I would not go with sandblasting but rather soda blasting. Sandblasting is much more aggressive and if the operator isn’t really good it can easily damage the hull. As to barrier coating, absolutely! Now is the time to do it if it does not have a barrier coat already. It is easy to do technically but can be hard on your back. Contact Interlux and find out how much epoxy barrier coat you need to use on your boat and then use at least that much. The number of coats is not the determining factor because my coat may be thicker or thinner than your coat, but rather the number of gallons of paint. Keep coating the hull until you use up the proper number of gallons.
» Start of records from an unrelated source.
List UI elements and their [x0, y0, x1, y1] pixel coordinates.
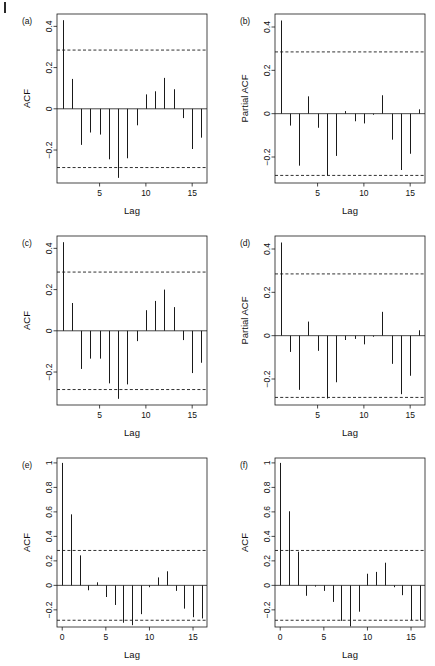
- plot-frame: [275, 236, 425, 405]
- y-tick-label: 0: [262, 333, 272, 338]
- y-axis-title: Partial ACF: [239, 296, 250, 344]
- y-tick-label: 0.4: [262, 21, 272, 33]
- plot-area-b: −0.200.20.451015: [218, 0, 435, 222]
- y-tick-label: 0.2: [262, 555, 272, 567]
- x-tick-label: 5: [103, 632, 108, 642]
- x-tick-label: 10: [363, 632, 373, 642]
- panel-b: −0.200.20.451015(b)Partial ACFLag: [218, 0, 435, 222]
- panel-d: −0.200.20.451015(d)Partial ACFLag: [218, 222, 435, 444]
- y-tick-label: 0.8: [44, 481, 54, 493]
- y-tick-label: 1: [44, 460, 54, 465]
- x-tick-label: 15: [187, 410, 197, 420]
- y-tick-label: 0.6: [262, 506, 272, 518]
- y-tick-label: 0.6: [44, 506, 54, 518]
- y-tick-label: 0.4: [44, 242, 54, 254]
- x-tick-label: 5: [97, 188, 102, 198]
- x-axis-title: Lag: [275, 205, 425, 216]
- x-axis-title: Lag: [57, 205, 207, 216]
- plot-area-d: −0.200.20.451015: [218, 222, 435, 444]
- x-tick-label: 10: [145, 632, 155, 642]
- y-tick-label: 0: [44, 328, 54, 333]
- y-tick-label: 0.2: [44, 61, 54, 73]
- x-tick-label: 0: [60, 632, 65, 642]
- acf-pacf-figure: −0.200.20.451015(a)ACFLag −0.200.20.4510…: [0, 0, 435, 666]
- x-tick-label: 15: [188, 632, 198, 642]
- y-tick-label: 0.2: [44, 283, 54, 295]
- plot-frame: [275, 14, 425, 183]
- x-tick-label: 15: [406, 632, 416, 642]
- x-axis-title: Lag: [57, 649, 207, 660]
- y-tick-label: 0.4: [262, 243, 272, 255]
- y-tick-label: −0.2: [262, 370, 272, 387]
- y-tick-label: 0.2: [262, 64, 272, 76]
- panel-label-c: (c): [22, 238, 32, 248]
- y-tick-label: 0.4: [262, 530, 272, 542]
- x-tick-label: 5: [315, 410, 320, 420]
- y-tick-label: 0.2: [262, 286, 272, 298]
- x-tick-label: 0: [278, 632, 283, 642]
- y-axis-title: ACF: [239, 533, 250, 552]
- y-axis-title: ACF: [21, 533, 32, 552]
- x-axis-title: Lag: [57, 427, 207, 438]
- y-tick-label: 0: [44, 583, 54, 588]
- y-tick-label: −0.2: [44, 363, 54, 380]
- panel-label-f: (f): [240, 460, 248, 470]
- y-axis-title: Partial ACF: [239, 74, 250, 122]
- y-tick-label: 1: [262, 460, 272, 465]
- panel-label-d: (d): [240, 238, 250, 248]
- y-tick-label: −0.2: [262, 148, 272, 165]
- plot-area-e: −0.200.20.40.60.81051015: [0, 444, 217, 666]
- panel-label-e: (e): [22, 460, 32, 470]
- y-axis-title: ACF: [21, 311, 32, 330]
- y-tick-label: 0.4: [44, 530, 54, 542]
- y-tick-label: 0: [262, 583, 272, 588]
- x-tick-label: 10: [141, 188, 151, 198]
- panel-a: −0.200.20.451015(a)ACFLag: [0, 0, 217, 222]
- plot-frame: [57, 236, 207, 405]
- x-tick-label: 10: [141, 410, 151, 420]
- x-tick-label: 10: [359, 410, 369, 420]
- plot-area-a: −0.200.20.451015: [0, 0, 217, 222]
- x-tick-label: 5: [321, 632, 326, 642]
- x-tick-label: 15: [405, 188, 415, 198]
- x-tick-label: 15: [187, 188, 197, 198]
- panel-e: −0.200.20.40.60.81051015(e)ACFLag: [0, 444, 217, 666]
- x-tick-label: 15: [405, 410, 415, 420]
- x-tick-label: 5: [315, 188, 320, 198]
- plot-area-f: −0.200.20.40.60.81051015: [218, 444, 435, 666]
- y-tick-label: −0.2: [44, 601, 54, 618]
- y-axis-title: ACF: [21, 89, 32, 108]
- x-tick-label: 5: [97, 410, 102, 420]
- x-axis-title: Lag: [275, 649, 425, 660]
- y-tick-label: 0.8: [262, 481, 272, 493]
- y-tick-label: 0: [44, 106, 54, 111]
- plot-area-c: −0.200.20.451015: [0, 222, 217, 444]
- y-tick-label: −0.2: [44, 141, 54, 158]
- plot-frame: [57, 14, 207, 183]
- y-tick-label: −0.2: [262, 601, 272, 618]
- y-tick-label: 0: [262, 111, 272, 116]
- x-axis-title: Lag: [275, 427, 425, 438]
- panel-c: −0.200.20.451015(c)ACFLag: [0, 222, 217, 444]
- y-tick-label: 0.2: [44, 555, 54, 567]
- y-tick-label: 0.4: [44, 20, 54, 32]
- panel-label-b: (b): [240, 16, 250, 26]
- x-tick-label: 10: [359, 188, 369, 198]
- panel-f: −0.200.20.40.60.81051015(f)ACFLag: [218, 444, 435, 666]
- panel-label-a: (a): [22, 16, 32, 26]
It is critical to recoat at the proper time or else you will have to sand in between coats. Then you apply the bottom paint at the proper time so you don’t have to sand before the bottom paint. I do my own bottom painting, it isn’t too hard except the crawling around part. Good luck.
 
You absolutely want barrier coat under bottom paint. There are tables that will tell you how many gallons of barrier coat to develop the proper mil thickness. The best application technique is to roll on thin coats. Alternating colors allows you to see if you missed any spots. There are 4 thin coats on my hull which gives uniform thickness and complete coverage. This is a job you will likely only do once. Worth the effort to do it well!

Ted
 
The Mainship factory does not put barrier coats or bottom paint on the boats that they ship to dealers. The dealer will do it, often as part of an all inclusive "commissioning" add on. Most responsible dealers will do a barrier coat, but maybe some don't.


David
 
Second all the above. Each paint is a little different as to cost, number of coats needed and application techniques. Yes, you want to avoid sanding between coats! I remember when I went through this process. All the info is on the web. Page 13 of the 2018 Jamestown Distributors Catalog has a list of barrier coat products and prices. Then go to the tech info on the manufacturer site to see how many coats and what the application process is. They are all different. Good luck!